Quaker Feminists in Britain
Though less prominent in the Women’s Suffrage movement in Britain than in the United States, Quaker women nevertheless made important contributions to the advancement of women’s rights in the UK during the 18th and 19th Centuries.
Quaker philanthropist, feminist and children’s writer, Priscilla Wakefield ((1751–1832) wrote her book on feminist economics, Reflections on the Present Condition of the Female Sex; with Suggestions for its Improvement, in 1798, just six years after Mary Wollstoncraft’s Vindication of the Rights of Woman. In it, she advocated for more educational and employment opportunities for women, and called for institutions to be set up to train women teachers. Her ideas were well ahead of their time, though they remained class-based and limited by ideas of what were ‘suitable’ occupations for the female sex.

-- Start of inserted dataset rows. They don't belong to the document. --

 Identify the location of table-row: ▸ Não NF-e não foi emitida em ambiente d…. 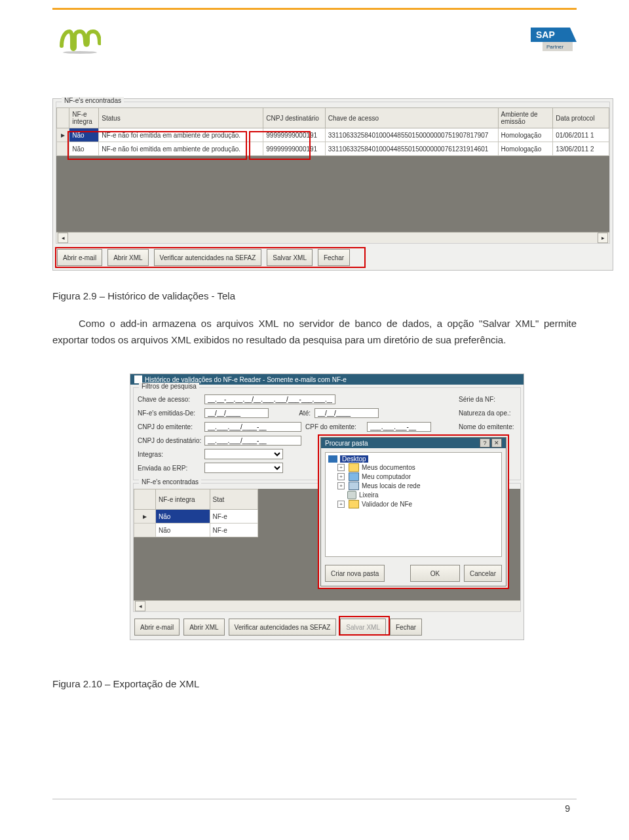
(333, 135).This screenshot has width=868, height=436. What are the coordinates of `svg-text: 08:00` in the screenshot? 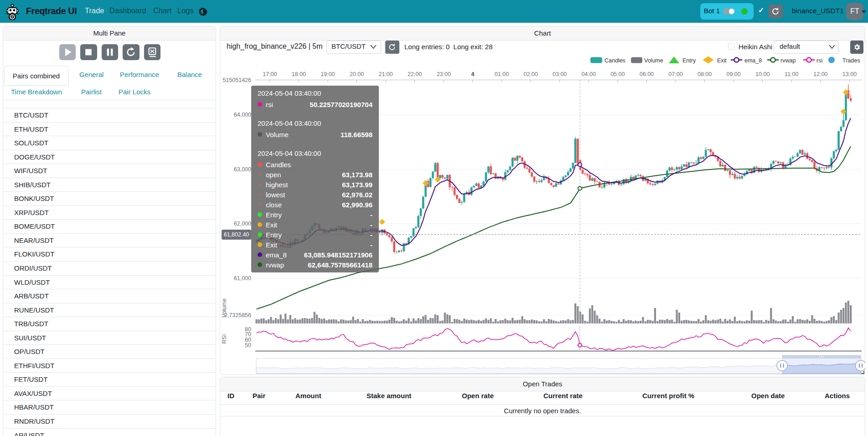 It's located at (705, 74).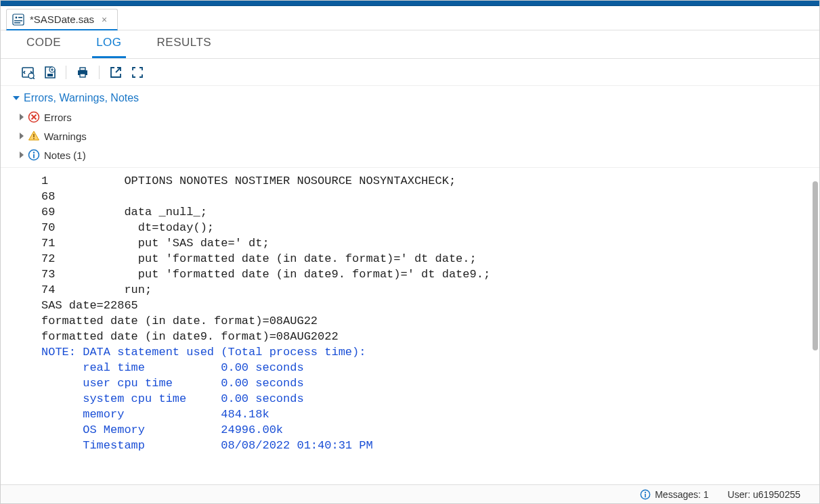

Anne Knight (1786 – 1862) was a radical anti-slavery campaigner. Inspired by the refusal of the World Anti-Slavery Convention in 1840 to allow American women delegates to take their seats, she began to campaign for women’s rights. She wrote the first leaflet to advocated women’s suffrage in 1847, and challenged the Chartist movement (which advocated so-called ‘universal suffrage’, but for men only) to include voting rights for women in their People’s Charter.
In the 1870s, Ann Maria Priestman (1828-1914) and her sister Mary (1830-1914) were first suffragists to use the method of non-payment of taxes as a means of protest. The sisters saw beyond the question of women’s suffrage and campaigned against the exclusion of women workers from skilled trades. In 1874, Anna Maria read a paper at a meeting of the British Association on the way that protective legislation was used to exclude women from skilled trades. That same year, she and her sister helped to found the first branch of the National Union of Women Workers. In 1896, Anna Maria moved an amendment at a meeting of the Women’s Liberal Federation that potential Liberal Party parliamentary candidates should be vetted on their support for women’s suffrage before selection. The amendment was defeated but led to the establishment of the Union of Practical Suffragists, of which both Mary and Anna Maria were executive members. The objective of the Union was “'to induce the Women's Liberal Associations to work for no Liberal candidate who would vote against Women's Suffrage in the House of Commons.' Anna Maria and Mary joined the Women's Social and Political Union in 1907, when they were both in their seventies, and carried on active support for suffrage activities in the Bristol area.
In 1876, Helen Bright Clark (1840–1927) gave a speech in favour of a bill to remove voting disabilities for women, in opposition to her own father John Bright, a liberal MP. Then in 1883, at the Liberal convention in Leeds, Clark was one of two women delegates to speak passionately in favour of women’s suffrage, before an audience of 1600, including the American campaigner Susan B Anthony. In 1884, she supported a bill put forward by William Woodall MP, which would give voting rights only to married women. Contrary to other more radical campaigners, Clark believed that an incremental approach had a better chance of success. However, Woodall’s bill failed at several attempts to pass in the House of Commons.
Helen Bright Clark’s daughter, Alice Clark (1874–1934) was a social historian and author of Working Life of Women in the 17th Century. Together with her brother, Roger Clark, she founded the Friends League for Women’s Suffrage in 1912, a Quaker group working across Britain in support of voting rights for women.